Appleby one of three in PGA lead



Michelle Wie opened with her worst score on the PGA Tour at 9-over 79.
HONOLULU (AP) -- Stuart Appleby switched islands, but not his position atop the leaderboard, scrambling to a 4-under 66 on Friday to join PGA Tour rookie J.B. Holmes and Jerry Smith as the early leaders through two rounds of the Sony Open.
Coming off a playoff victory in the Mercedes Championships on Maui, Appleby took only one putt on each of his first seven holes in blustery conditions at Waialae Country Club -- six of them to save par -- and finished at 4-under 136.
Holmes had chance
Holmes won the PGA Tour qualifying tournament last month, the first player since Willie Wood in 1983 to go straight from college to winning Q-school. He had a chance for the outright lead until missing an 8-foot putt, but settled for a 66 to get his season off to a good start.
Smith birdied his last hole, the par-5 ninth, for a 67.
Rory Sabbatini, who led after the first round with a 65, was among the late starters.
As the afternoon group of players teed off in the PGA Tour's first full-field event of the year, the attention shifted to 16-year-old Michelle Wie -- not whether she would make the cut, but simply where she would finish.
Playing for the fourth time on the PGA Tour, the junior at nearby Punahou School opened with her worst score on the PGA Tour at 9-over 79, leaving her in second-to-last place. Early projections put the cut at 2 over par, meaning Wie would need at least a 63 to have a chance.
Better in practice
Her best score at Waialae during weeks of practice was a 64, and the course record of 62 was last matched a year ago by Ernie Els.
Wie started strong with an approach into 6 feet for birdie at the tough second hole, but her round began to slip away on No. 5. She had a 12-footer for birdie, ran it 2 1/2 feet by and missed the par putt to fall to 1 over on her round.
Appleby has won at Kapalua three straight years, although he didn't play the Sony Open last year because his wife was in Australia expecting their first child. This is a different test, and Appleby pushed his way to the top with one save after another, one of them for bogey when he hit his tee shot into the water.
Waialae is a tiny, traditional layout with tight fairways and small greens, vastly different from the expansive Plantation course on Kapalua last week. Els in 2003 is the only player to win both Hawaii events in the same year.

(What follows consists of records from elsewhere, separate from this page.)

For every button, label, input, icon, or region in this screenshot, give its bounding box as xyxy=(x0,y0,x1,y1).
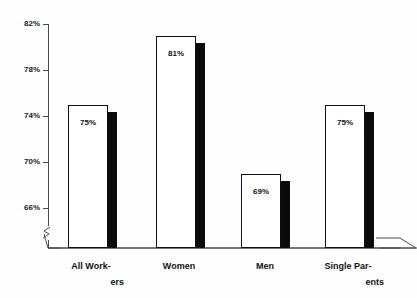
bar-value-label: 81% xyxy=(156,49,196,58)
bar-side-face xyxy=(281,181,290,249)
category-label-men: Men xyxy=(232,258,298,274)
bar-value-label: 69% xyxy=(241,187,281,196)
bar-side-face xyxy=(108,112,117,249)
bar-side-face xyxy=(196,43,205,249)
bar-chart: 82% 78% 74% 70% 66% xyxy=(0,0,417,298)
category-label-line1: All Work- xyxy=(71,261,110,271)
bar-value-label: 75% xyxy=(325,118,365,127)
plot-area: 75% 81% 69% xyxy=(0,0,417,298)
category-label-single-parents: Single Par- ents xyxy=(312,258,384,290)
category-label-line1: Men xyxy=(256,261,274,271)
category-label-line2: ents xyxy=(312,274,384,290)
category-label-women: Women xyxy=(146,258,212,274)
category-label-line1: Single Par- xyxy=(324,261,371,271)
bar-side-face xyxy=(365,112,374,249)
bar-men[interactable] xyxy=(241,174,281,249)
category-label-line2: ers xyxy=(58,274,124,290)
category-label-line1: Women xyxy=(163,261,195,271)
bar-women[interactable] xyxy=(156,36,196,249)
category-label-all-workers: All Work- ers xyxy=(58,258,124,290)
bar-value-label: 75% xyxy=(68,118,108,127)
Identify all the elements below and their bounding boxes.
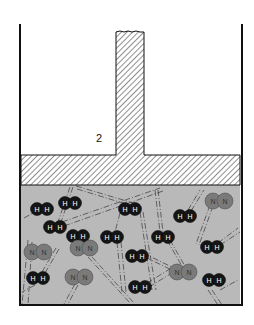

"It's smaller targets off the tee and smaller greens," Appleby said. "But the type of golf you have to play -- controlling the ball, controlling the flight -- is very, very similar."
Others
Jerry Kelly, who won the Sony Open in 2002, had a 69 and was at 137, along with K.J. Choi (71), Steve Jones (68) and Dudley Hart (68).
Defending champion Vijay Singh made birdies on the two par 5s for a 69 and was at even-par 140.
Singh and Appleby played the first two rounds together, a coincidence considering they were in the playoff at Kapalua last week. Appleby won by making a birdie on the 72nd hole, then making birdie on the par-5 18th with a bunker shot to 2 feet, while the 42-year-old Fijian missed a 9-foot putt.